Won’t stack diagrams become really long and extensive the more functions we have?

Yes; we don’t usually use it for the entire program if we are doing it by hand. We usually isolate the parts of our program we are having difficulty understanding. For our purposes, I will limit the complexity of our examples to isolate particular topics. For example, I wanted to focus on scope with the example that we did today. We’ll use it again when talking about mutability next week, and then recursion and objects in subsequent weeks.

does writing multiple functions take up more space than just writing one function (in terms of size of file)? if so, if that negligible or should we try avoiding writing too many functions?

It depends. Reusability means that we avoid repetitive code, so we should save lines of code with functions. On the other hand, we have to think about comments and defining parameters and return values. However, this is negligible. File sizes for code are incredible tiny relative to the amount of memory we have to store it.

Wow do you know what the stack diagram looks like with more than 2 functions?

Great question! We’ll definitely see examples with 3+ functions. The procedure outlined scales to any number of functions on the stack. We are always only paying attention to the function at the top of the stack; if a function gets called, it gets pushed to the top of the stack.

I’m wondering how to recall a function in the case that the user inputs invalid text

This is a strategy known as recursion which we’ll learn later in the semester. It is incredibly useful, but way more complicated than just “restarting” the function. A while loop is the best solution for this particular problem.

Are stack diagrams something you tend to do on a board while troubleshooting your own code or do you use them in other situations?

We also have software tools that do the stack diagram for us; almost anyone doing careful software engineering needs to be familiar with these tools. To start, it is easier to learn how to do it by hand and then subsequent courses introduce the software tools.

How can you get an input off the internet

https://stackoverflow.com/questions/15138614/how-can-i-read-the-contents-of-an-url-with-python

Do we physically erase stacks on top in practice?

Or cross it out; as long as it is clear that is not longer live.

I still don’t fully understand why we have to print all of the parameters of adddnumbers before we print the same thing in main

We don’t (and probably wouldn’t in practice). This was to help us understand parameters and arguments and the respective scopes of each method.

What exactly is a scope, and how is it used in a program?

Scope is how Python determines when certain variables are available. Here is an analogy - the scope of Parrish Hall is Swarthmore College. If I travel back home to the University of Michigan and go to somebody and say, “Hey, where’s Parrish Hall?”, I’m going to get a funny look because there is no such location. The same happens with functions; if I call a function, and try to access a variable that isn’t in scope, I’m going to get an error. If we think about it, the alternative is messy (all variables are in scope everywhere). You may accidentally overwrite a variable that was created else where. Or, you spend hours trying to find the origins of a variable because you work on a project with millions of lines of code.

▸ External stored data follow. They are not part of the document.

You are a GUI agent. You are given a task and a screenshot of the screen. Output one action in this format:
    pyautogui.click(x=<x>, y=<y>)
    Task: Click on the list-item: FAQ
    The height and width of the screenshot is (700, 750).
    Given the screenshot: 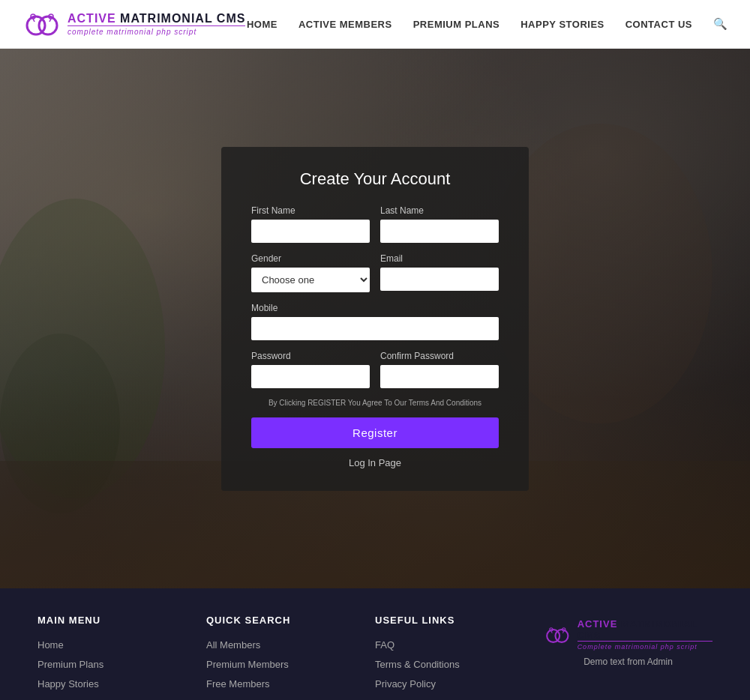 What is the action you would take?
    pyautogui.click(x=459, y=645)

For a stack function, do we always erase the stack when we’re done?

Yep! The function goes away from the current run.

How exactly do the return statements work and communicate between functions?

This is a topic in CS31 (our systems course) - it is many levels below the Python programming language. Luckily, we can abstract these complex details because we are guaranteed the behavior will work.

can we make a global variable only semi-global, so that it still works within most functions? Is this a bad practice, still, in this case?

I think so? For example, libraries will often define constants as global. Take the math library. It defines a variable pi that we can access after importing. Thus, pi is somewhat global because we can use it anywhere as long as we use import.

In what instances are stack diagrams useful? Are stack diagrams only used to debug a chunk of code?

Debugging and understanding are not trivial - we will see it is incredibly useful as our topics get more advanced.

Is there an agreed upon limit in CS to how many stacked codes you can have before it becomes too much?

We are simulating what the computer is actually doing. Your PC creates a stack to execute all code. Technically, the limit is the amount of memory on the machine.

Who came up with stack diagrams?

This is how we illustrate how a computer actually processes code. It isn’t far off, and abstracts the binary representation. I think it is a natural extension of what the programming language designers came up with and it varies slightly based on the programming language being used.